Both structures are short the move: they lose when earnings produce a gap larger than your short strikes. The wings cap that loss, but the loss can still be several times the credit you collected. The whole game is choosing strikes so your breakevens sit beyond a high percentile of the stock’s past earnings moves.

Don’t skip this Selling premium into earnings only has an edge when implied volatility is overpriced relative to how the stock actually tends to move. On high-dispersion names, condors and butterflies can be steamrolled — see why selling premium can be a trap.

When to use each

Frequently asked questions

What is an iron condor?

An iron condor sells an out-of-the-money put spread and an out-of-the-money call spread at the same time. It collects premium and profits if the stock stays between the short strikes, with a defined maximum loss capped by the long wings.
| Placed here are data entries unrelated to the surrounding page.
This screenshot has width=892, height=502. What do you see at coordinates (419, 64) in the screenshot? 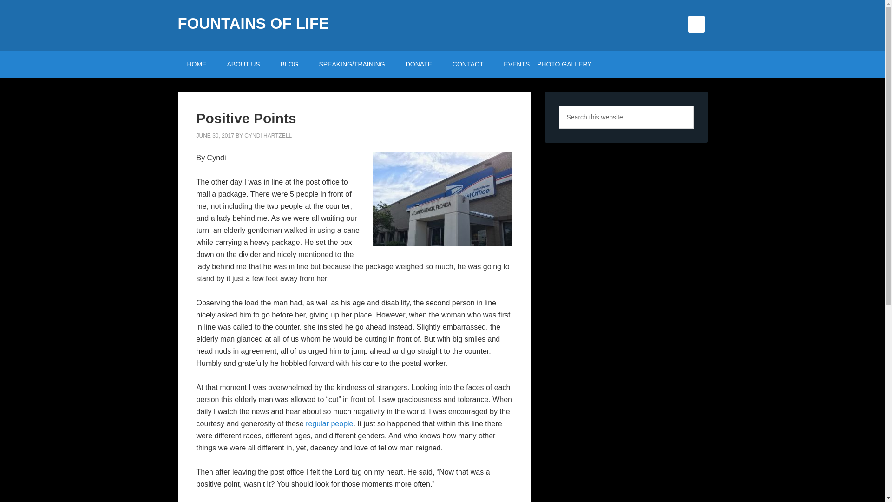
I see `DONATE` at bounding box center [419, 64].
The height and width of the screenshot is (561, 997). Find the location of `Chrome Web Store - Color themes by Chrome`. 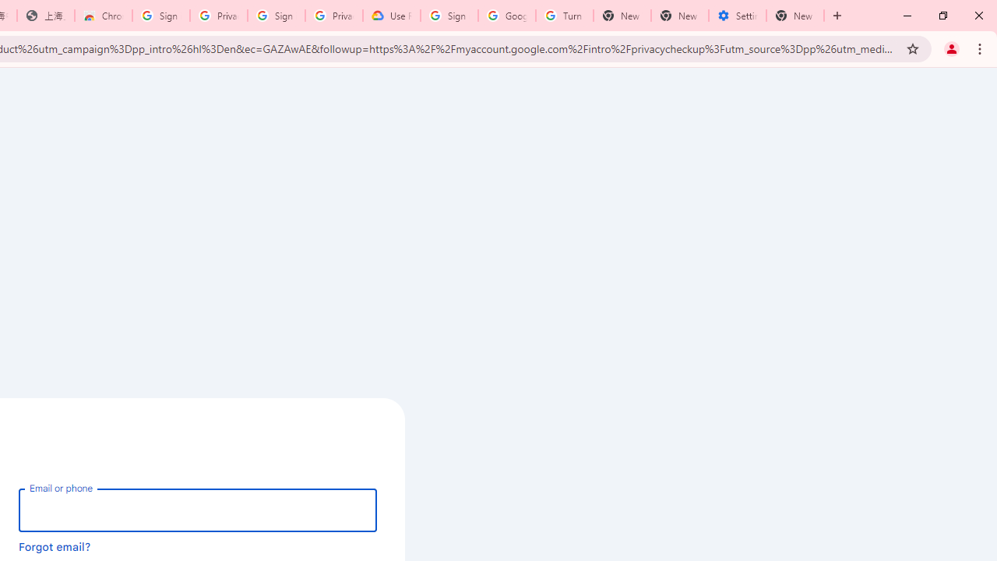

What is the difference between an iron condor and an iron butterfly?

An iron butterfly sells the call and put at the same at-the-money strike, while an iron condor sells them at separate out-of-the-money strikes. The butterfly collects more premium but has a narrow profit zone; the condor collects less but has a wider profit zone.

Are iron condors good for earnings?

They can be, because they are defined-risk and benefit from IV crush. The risk is that earnings produce a move larger than the short strikes. They work best on names whose actual moves tend to stay inside the implied move, with strikes set beyond a high percentile of past moves.

Calibrate strikes with real history

Set condor and butterfly strikes against the distribution of a stock’s past earnings moves, with IV crush modeled in.